THE VERDICT: Gargoyles Remastered is chiseled from flawed stone, and unfortunately, it doesn’t seem interested in doing much with the original work beyond giving it a new coat of paint. The original had rough platforming, boring combat, and levels designed for frustration with their easy deaths and detection issues, and sometimes the new look closer to the Gargoyles cartoon only makes these issues worse. The rewind and save feature now allow you to avoid having to commit to the moments things aren’t working the best, but they mostly just let you continue forward into more moments where you’ll be tempted to use it to avoid annoying enemies and climbing challenges. Clambering about does lead to some more interesting stage designs with helpful pick-ups to find and the health system lets you push on through in some cases, but Gargoyles Remastered ends up ensuring that Gargoyles wasn’t great on Genesis and now it’s not great on Switch either.

 

And so,  I give Gargoyles Remastered for Nintendo Switch…

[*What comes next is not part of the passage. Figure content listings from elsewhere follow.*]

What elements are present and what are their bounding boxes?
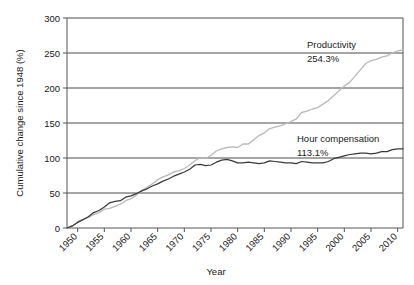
y-tick-label-200: 200 (44, 83, 60, 94)
hour-compensation-annotation-value: 113.1% (297, 147, 329, 158)
y-tick-label-0: 0 (55, 223, 60, 234)
x-tick-label-1980: 1980 (216, 231, 239, 254)
x-tick-label-1960: 1960 (110, 231, 133, 254)
x-tick-label-2010: 2010 (376, 231, 399, 254)
chart-svg: 050100150200250300 195019551960196519701… (0, 0, 414, 285)
y-tick-label-50: 50 (49, 188, 60, 199)
x-tick-label-1955: 1955 (83, 231, 106, 254)
y-tick-label-100: 100 (44, 153, 60, 164)
y-axis-title: Cumulative change since 1948 (%) (14, 49, 25, 196)
x-tick-label-2005: 2005 (350, 231, 373, 254)
y-tick-label-300: 300 (44, 13, 60, 24)
y-axis-ticks-group: 050100150200250300 (44, 13, 67, 234)
x-tick-label-1965: 1965 (136, 231, 159, 254)
x-tick-label-1995: 1995 (296, 231, 319, 254)
x-axis-ticks-group: 1950195519601965197019751980198519901995… (56, 228, 399, 253)
chart-figure: 050100150200250300 195019551960196519701… (0, 0, 414, 285)
x-tick-label-2000: 2000 (323, 231, 346, 254)
x-tick-label-1950: 1950 (56, 231, 79, 254)
y-tick-label-150: 150 (44, 118, 60, 129)
hour-compensation-annotation-label: Hour compensation (297, 133, 379, 144)
productivity-annotation-value: 254.3% (307, 53, 340, 64)
x-axis-title: Year (206, 266, 225, 277)
productivity-annotation-label: Productivity (307, 39, 356, 50)
x-tick-label-1985: 1985 (243, 231, 266, 254)
x-tick-label-1970: 1970 (163, 231, 186, 254)
x-tick-label-1990: 1990 (270, 231, 293, 254)
y-tick-label-250: 250 (44, 48, 60, 59)
x-tick-label-1975: 1975 (190, 231, 213, 254)
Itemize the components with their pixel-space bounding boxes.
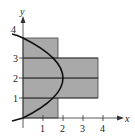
y-tick-1: 1: [13, 93, 18, 104]
y-axis-arrow-icon: [21, 16, 26, 23]
x-tick-3: 3: [80, 123, 85, 134]
x-axis-label: x: [124, 113, 130, 124]
x-tick-1: 1: [40, 123, 45, 134]
y-tick-4: 4: [11, 24, 16, 35]
x-tick-4: 4: [100, 123, 105, 134]
y-tick-3: 3: [13, 53, 18, 64]
x-tick-2: 2: [60, 123, 65, 134]
riemann-figure: 1 2 3 4 1 2 3 4 x y: [0, 0, 135, 138]
y-axis-label: y: [19, 6, 25, 17]
x-axis-arrow-icon: [117, 116, 124, 121]
y-tick-2: 2: [13, 73, 18, 84]
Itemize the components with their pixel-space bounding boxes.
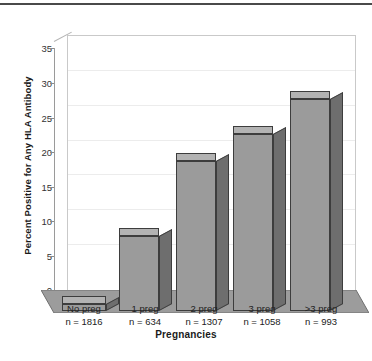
y-tick-mark-20 bbox=[50, 152, 54, 153]
x-tick-gt3-preg-label: >3 preg bbox=[305, 303, 338, 314]
x-tick-3-preg-label: 3 preg bbox=[249, 303, 276, 314]
y-tick-label-30: 30 bbox=[26, 78, 52, 89]
bar-3-preg bbox=[233, 126, 273, 311]
y-axis-front-line bbox=[54, 48, 55, 290]
bar-gt3-preg bbox=[290, 91, 330, 311]
gridline-30 bbox=[67, 70, 355, 71]
y-tick-mark-10 bbox=[50, 221, 54, 222]
y-tick-label-15: 15 bbox=[26, 182, 52, 193]
y-tick-mark-5 bbox=[50, 256, 54, 257]
y-tick-label-35: 35 bbox=[26, 43, 52, 54]
y-tick-label-5: 5 bbox=[26, 251, 52, 262]
bar-2-preg bbox=[176, 153, 216, 311]
x-axis-title: Pregnancies bbox=[0, 329, 372, 340]
y-tick-mark-25 bbox=[50, 118, 54, 119]
y-axis-back-line bbox=[67, 35, 68, 290]
bar-1-preg bbox=[119, 228, 159, 311]
y-tick-label-10: 10 bbox=[26, 216, 52, 227]
y-tick-label-25: 25 bbox=[26, 113, 52, 124]
x-tick-gt3-preg-count: n = 993 bbox=[283, 316, 359, 327]
y-tick-mark-15 bbox=[50, 187, 54, 188]
x-tick-gt3-preg: >3 preg n = 993 bbox=[283, 303, 359, 327]
y-tick-label-20: 20 bbox=[26, 147, 52, 158]
bar-chart: Percent Positive for Any HLA Antibody 35… bbox=[0, 0, 372, 361]
y-tick-mark-30 bbox=[50, 83, 54, 84]
y-tick-mark-35 bbox=[50, 48, 54, 49]
x-tick-2-preg-label: 2 preg bbox=[191, 303, 218, 314]
x-tick-1-preg-label: 1 preg bbox=[132, 303, 159, 314]
x-tick-no-preg-label: No preg bbox=[67, 303, 101, 314]
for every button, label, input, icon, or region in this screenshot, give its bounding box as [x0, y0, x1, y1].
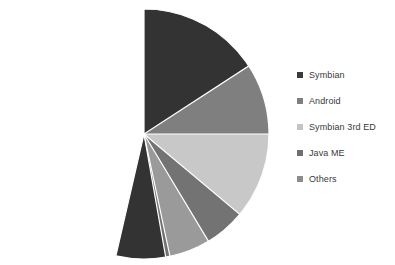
chart-legend: Symbian Android Symbian 3rd ED Java ME O…	[297, 62, 395, 192]
legend-label: Android	[309, 88, 341, 114]
pie-svg	[18, 8, 270, 260]
legend-swatch-icon	[297, 176, 303, 182]
legend-label: Others	[309, 166, 337, 192]
pie-plot-area	[18, 8, 270, 260]
legend-item-java-me[interactable]: Java ME	[297, 140, 395, 166]
pie-chart: Symbian Android Symbian 3rd ED Java ME O…	[0, 0, 395, 265]
legend-item-android[interactable]: Android	[297, 88, 395, 114]
legend-item-symbian[interactable]: Symbian	[297, 62, 395, 88]
legend-item-others[interactable]: Others	[297, 166, 395, 192]
legend-swatch-icon	[297, 150, 303, 156]
legend-swatch-icon	[297, 72, 303, 78]
legend-label: Symbian 3rd ED	[309, 114, 376, 140]
legend-label: Java ME	[309, 140, 345, 166]
legend-label: Symbian	[309, 62, 345, 88]
legend-swatch-icon	[297, 124, 303, 130]
legend-item-symbian-3rd-ed[interactable]: Symbian 3rd ED	[297, 114, 395, 140]
pie-slice-group	[116, 9, 269, 259]
legend-swatch-icon	[297, 98, 303, 104]
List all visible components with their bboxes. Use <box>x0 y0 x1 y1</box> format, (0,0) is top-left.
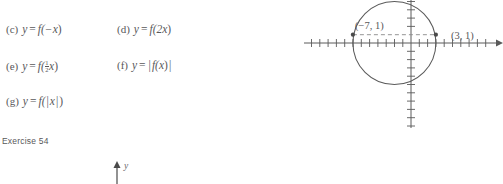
part-label-g: (g) <box>6 95 19 107</box>
exercise-part-c: (c)y=f(−x) <box>6 24 62 36</box>
next-y-axis-arrow <box>114 161 121 168</box>
point-marker-right <box>434 33 438 37</box>
exercise-part-e: (e)y=f(12x) <box>6 60 58 75</box>
exercise-part-d: (d)y=f(2x) <box>117 24 171 36</box>
part-expr-e-prefix: f( <box>38 60 45 72</box>
part-lhs-f: y <box>132 59 137 71</box>
x-axis-arrow <box>496 40 503 47</box>
exercise-caption: Exercise 54 <box>2 136 49 146</box>
point-label-right: (3, 1) <box>451 30 474 42</box>
fraction-one-half: 12 <box>45 60 48 75</box>
part-eq-e: = <box>29 60 36 72</box>
exercise-part-g: (g)y=f(|x|) <box>6 96 63 108</box>
exercise-parts-list: (c)y=f(−x) (d)y=f(2x) (e)y=f(12x) (f)y=|… <box>0 0 300 130</box>
part-lhs-e: y <box>22 60 27 72</box>
part-eq-d: = <box>141 23 148 35</box>
part-lhs-c: y <box>22 23 27 35</box>
part-label-e: (e) <box>6 60 18 72</box>
part-label-f: (f) <box>117 59 128 71</box>
next-y-axis-label: y <box>123 161 129 171</box>
point-label-left: (−7, 1) <box>355 20 384 32</box>
part-lhs-g: y <box>23 95 28 107</box>
part-expr-c-suffix: ) <box>58 23 62 35</box>
part-expr-g-suffix: ) <box>59 95 63 107</box>
point-marker-left <box>351 33 355 37</box>
part-label-c: (c) <box>6 23 18 35</box>
fraction-numerator: 1 <box>45 60 48 67</box>
figure-next-partial-axis: y <box>100 158 220 184</box>
figure-circle-graph: (−7, 1) (3, 1) <box>300 0 503 132</box>
abs-bar-right-f: | <box>168 60 172 72</box>
part-label-d: (d) <box>117 23 130 35</box>
part-expr-f-prefix: f( <box>152 59 159 71</box>
fraction-denominator: 2 <box>45 66 48 74</box>
part-expr-g-prefix: f( <box>38 95 45 107</box>
part-expr-c-prefix: f(− <box>38 23 53 35</box>
part-expr-e-suffix: ) <box>54 60 58 72</box>
part-eq-f: = <box>139 59 146 71</box>
part-lhs-d: y <box>134 23 139 35</box>
textbook-page: (c)y=f(−x) (d)y=f(2x) (e)y=f(12x) (f)y=|… <box>0 0 503 184</box>
part-eq-c: = <box>29 23 36 35</box>
part-expr-d-suffix: ) <box>167 23 171 35</box>
exercise-part-f: (f)y=|f(x)| <box>117 60 172 72</box>
part-eq-g: = <box>30 95 37 107</box>
part-expr-d-prefix: f(2 <box>149 23 162 35</box>
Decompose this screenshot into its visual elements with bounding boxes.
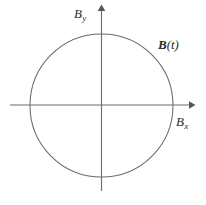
phase-plane-svg [0, 0, 206, 205]
curve-label-base: B [158, 37, 167, 52]
curve-label: B(t) [158, 36, 179, 52]
x-axis-label-base: B [176, 114, 184, 129]
figure-container: By B(t) Bx [0, 0, 206, 205]
x-axis-label-subscript: x [184, 121, 188, 131]
x-axis-label: Bx [176, 113, 188, 131]
curve-label-argument: (t) [167, 37, 179, 52]
y-axis-label: By [74, 5, 86, 23]
y-axis-label-subscript: y [82, 13, 86, 23]
y-axis-label-base: B [74, 6, 82, 21]
x-axis-arrowhead-icon [189, 101, 196, 109]
y-axis-arrowhead-icon [98, 5, 106, 12]
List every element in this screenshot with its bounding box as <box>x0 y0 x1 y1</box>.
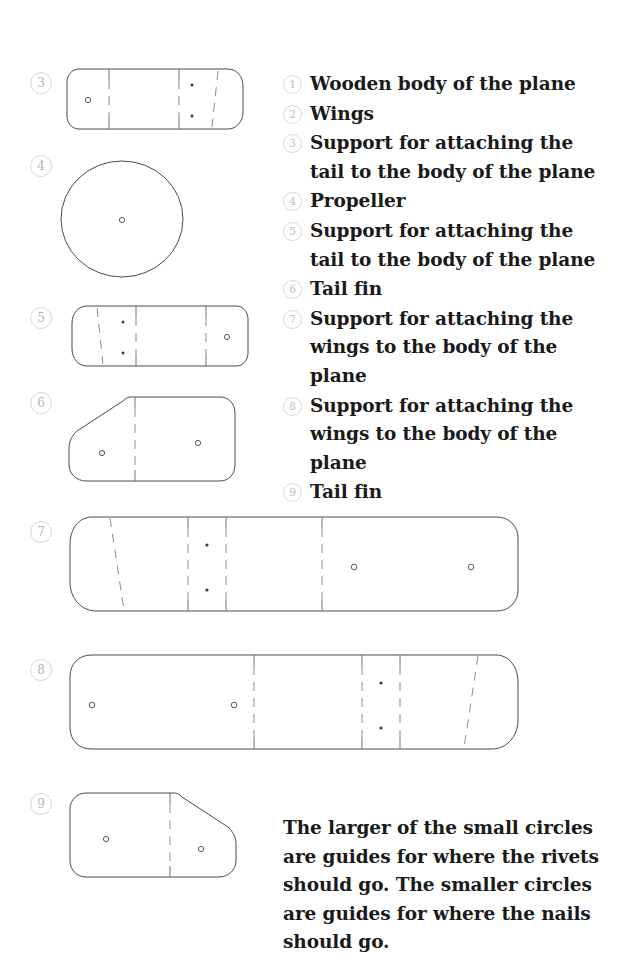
part-badge-3: 3 <box>30 72 52 94</box>
legend-item-8: 8 Support for attaching the wings to the… <box>283 392 613 478</box>
part-badge-6: 6 <box>30 392 52 414</box>
legend-badge-1: 1 <box>283 75 302 94</box>
legend-badge-2: 2 <box>283 105 302 124</box>
legend-item-6: 6 Tail fin <box>283 275 613 304</box>
part-figure-5 <box>69 305 249 367</box>
guides-note: The larger of the small circles are guid… <box>283 814 615 956</box>
legend-item-9: 9 Tail fin <box>283 478 613 507</box>
part-badge-9: 9 <box>30 793 52 815</box>
legend-label-7: Support for attaching the wings to the b… <box>310 305 613 391</box>
legend-label-1: Wooden body of the plane <box>310 70 576 99</box>
legend-item-5: 5 Support for attaching the tail to the … <box>283 217 613 274</box>
part-figure-3 <box>66 68 246 130</box>
legend-label-9: Tail fin <box>310 478 382 507</box>
part-badge-7: 7 <box>30 521 52 543</box>
legend-badge-5: 5 <box>283 222 302 241</box>
legend-label-5: Support for attaching the tail to the bo… <box>310 217 613 274</box>
part-figure-7 <box>68 514 520 614</box>
part-figure-4 <box>60 160 184 278</box>
legend-label-4: Propeller <box>310 187 405 216</box>
legend-badge-9: 9 <box>283 483 302 502</box>
part-badge-5: 5 <box>30 307 52 329</box>
legend-label-8: Support for attaching the wings to the b… <box>310 392 613 478</box>
legend-item-3: 3 Support for attaching the tail to the … <box>283 129 613 186</box>
legend-item-2: 2 Wings <box>283 100 613 129</box>
legend-item-7: 7 Support for attaching the wings to the… <box>283 305 613 391</box>
part-badge-4: 4 <box>30 155 52 177</box>
legend-label-2: Wings <box>310 100 374 129</box>
part-figure-8 <box>68 652 520 752</box>
legend-badge-6: 6 <box>283 280 302 299</box>
legend-badge-7: 7 <box>283 310 302 329</box>
legend-item-4: 4 Propeller <box>283 187 613 216</box>
legend-list: 1 Wooden body of the plane 2 Wings 3 Sup… <box>283 70 613 508</box>
legend-label-3: Support for attaching the tail to the bo… <box>310 129 613 186</box>
legend-badge-4: 4 <box>283 192 302 211</box>
legend-badge-8: 8 <box>283 397 302 416</box>
legend-label-6: Tail fin <box>310 275 382 304</box>
legend-badge-3: 3 <box>283 134 302 153</box>
part-figure-9 <box>68 792 238 878</box>
legend-item-1: 1 Wooden body of the plane <box>283 70 613 99</box>
part-figure-6 <box>68 396 236 482</box>
part-badge-8: 8 <box>30 659 52 681</box>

A TERRIBLE rating. Goliath was sealed in stone ages ago and revived in the modern day for good reason, his need to stop the powerful Eye of Odin from ending up in the wrong hands a simple but meaningful motivation. Gargoyles Remastered unfortunately pulled a forgotten game out the past and ends up just as rocky as that old version, and with only marginal improvements and some new drawbacks, it remains a bit of a mystery why it in particular was revived and in such a simple state. Gargoyles Remastered unfortunately shows the world the original game was propped up on people marveling at its moody atmosphere, it looking sharp on the Genesis with its pre-rendered models for the robots and its color choices to make the world look grim and dark. Now we can have it look closer to the television series but it impresses less for it, the hand-drawn look decent in a vacuum but it causes gameplay problems in a game that already had enough to begin with. Gargoyles Remastered isn’t always hitting you with its worst elements, the first level for example waits a while for the platforming to become rough and demanding and you’ll need a bit to realize the fighting never gets much better than that first encounter with a lady viking. Gargoyles Remastered is in need of polish, its edges smoothed in terms of control, but it would also stray quite a bit from the source material if it started to try and make its combat more enjoyable. Still, even making the movement more responsive so you can nail the tight requirements would do a great deal in cleaning the game up without completely altering its nature. With this mostly a reproduction rather than a more involved remake though, the issues were set in stone in 1995 and their legacy now continues on, a generation with many more choices for what to play and a greater understanding of what makes games good able to view it for what it unfortunately is.

 

Gargoyles Remastered does trigger my usual appreciation that an old game, especially a licensed one, was allowed to see rerelease, but by including the untouched Genesis original in the game, it also feels like it had carte blanche to make more drastic changes and the developers simply elected not to. Perhaps the developer Empty Clip Studios could only get Disney to agree to let them handle this game, perhaps it wasn’t allowed to alter the material much or given the time to make great changes. Whatever the truth might be, people can at least now decide if things like rewinds and instant saving can help them appreciate what this game was going for, but it’s not likely to draw too many interested players if they know the truth of what they’re getting into in advance.